The
Mystery of the Missing Mammoths
A
mammoth kill: Did early over-hunting bring about extinction?
(Copyright Lee Krystek, 2000)
Scientists tell us that around 14,000 years ago
North America was the home of large populations of mammoths
and mastodons. These creatures were the relatives of the modern
Asian and African elephants. Some, like the Colombian mammoth,
were larger than even the largest elephant known today. Others,
like the woolly mammoth, had strange features for an elephant,
like fur and a hump on the back. All mysteriously disappeared
about 12,000 ago and nobody knows exactly why.

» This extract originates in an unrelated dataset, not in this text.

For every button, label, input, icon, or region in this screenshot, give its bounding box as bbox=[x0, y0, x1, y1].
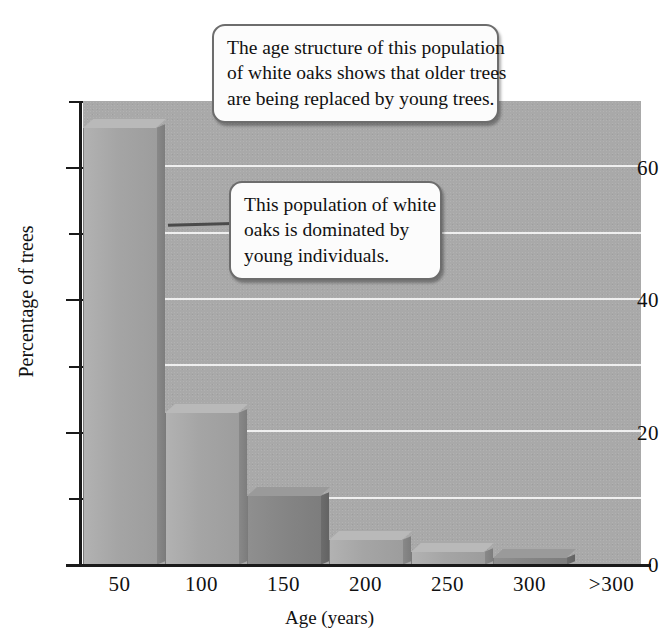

Mammoths were not the only creatures to disappear
around the time. From about 132,000 years ago until about 10,000
years ago (a period known as the late Pleistocene era) many
extremely large mammals, collectively known as megafauna,
went extinct. This included sabertooth tigers, the giant short-faced
bears, giant sloths, giant camels and the huge dire wolves.
Unlike the dinosaur extinction of 65 million years ago, nobody
has found evidence of a single large meteorite strike to explain
this extinction.
Most scientists point to changes in climate to
explain the death of these animals. The late Pleistocene era
is the time before, during, and just after the last great Ice
Age. During that period, gigantic sheets of ice covered much
of North America, Europe and Asia. Some scientists suggest that
these harsh, cold conditions of the time gave the megafauna
an advantage. When the Ice Age came to an end, so did the mammoths,
along with many other animals.
Not all scientists accept this theory, pointing
out that these mammals had survived even bigger climate changes
earlier. Indeed, some of the relatives of the mammoths, the
elephants, survive in India and Africa today. If they could
make it, why couldn't the North American mammoths and mastodons?
A second theory is known as the "Pleistocene
overkill" hypothesis. About the same time mammoths and
mastodons were becoming extinct in North America, scientists
think early man crossed over the Bering Straight from Asia and
began to populate the Western Hemisphere. According to the theory
these groups over-hunted the mammoths causing their extinction.
Because the mammoths and mastodons probably had long gestation
periods, they might have found it hard to maintain their populations
with new births if they were constantly being hunted. Examinations
of early dwelling sites from that time show that the mammoths
were hunted for food to at least some extent by the Clovis people.
The Clovis moved into North America around 11,500 to 14,000
years ago. By comparing the location and age of Clovis dwellings
with mammoth and mastodon fossils, scientists found that whenever
the Clovis populated an area occupied by mammoths and mastodons,
these animals began to die out. Scientists also note that the
mammoth remains from that time show spiral fractures of the
bones which were probably caused by heavy blows right before
or after death. These might have been caused by human hunters
trying to break open the bones to get at the nourishing marrow
inside them.
Scientists who disagree with the theory argue
that the number of human hunters was too small to have seriously
threatened the mammoth and mastodon populations. The Clovis
would have have to had killed more than 10 times the amount
of animals they would have needed to meet their dietary needs
in order to have rendered the mammoths and mastodons extinct.
This amount of overkill was unlikely given how dangerous these
hunts against these huge animals would have been. Also there
is evidence that mammoths found in the famous "Mammoth
Trap" of South Dakota also suffered from spiral fractures
to their bones even though they died many centuries before early
man arrived in North America. Scientists further argue that
many other animals not hunted by early man also went extinct
at the same time. Believers in the "Pleistocene overkill"
theory refute this, suggesting that since the mammoths had such
a major impact on the environment of land in which they lived,
their disappearance might have caused other species to also
go extinct too.
Ross MacPhee of the American Museum of Natural
History has come up with another theory to explain the missing
mammoths: the germ theory. Ross suggests that a deadly disease
(perhaps carried by early man) infected the mammoths, mastodons,
and perhaps other species, killing them. He is trying to find
evidence for this by examining the marrow of frozen mammoths
in Siberia looking for evidence of germs. While many scientists
think that this idea may be worth considering, until Ross can
show some evidence most see it as an unlikely solution, so the
search will go on for an explanation for the missing mammoths.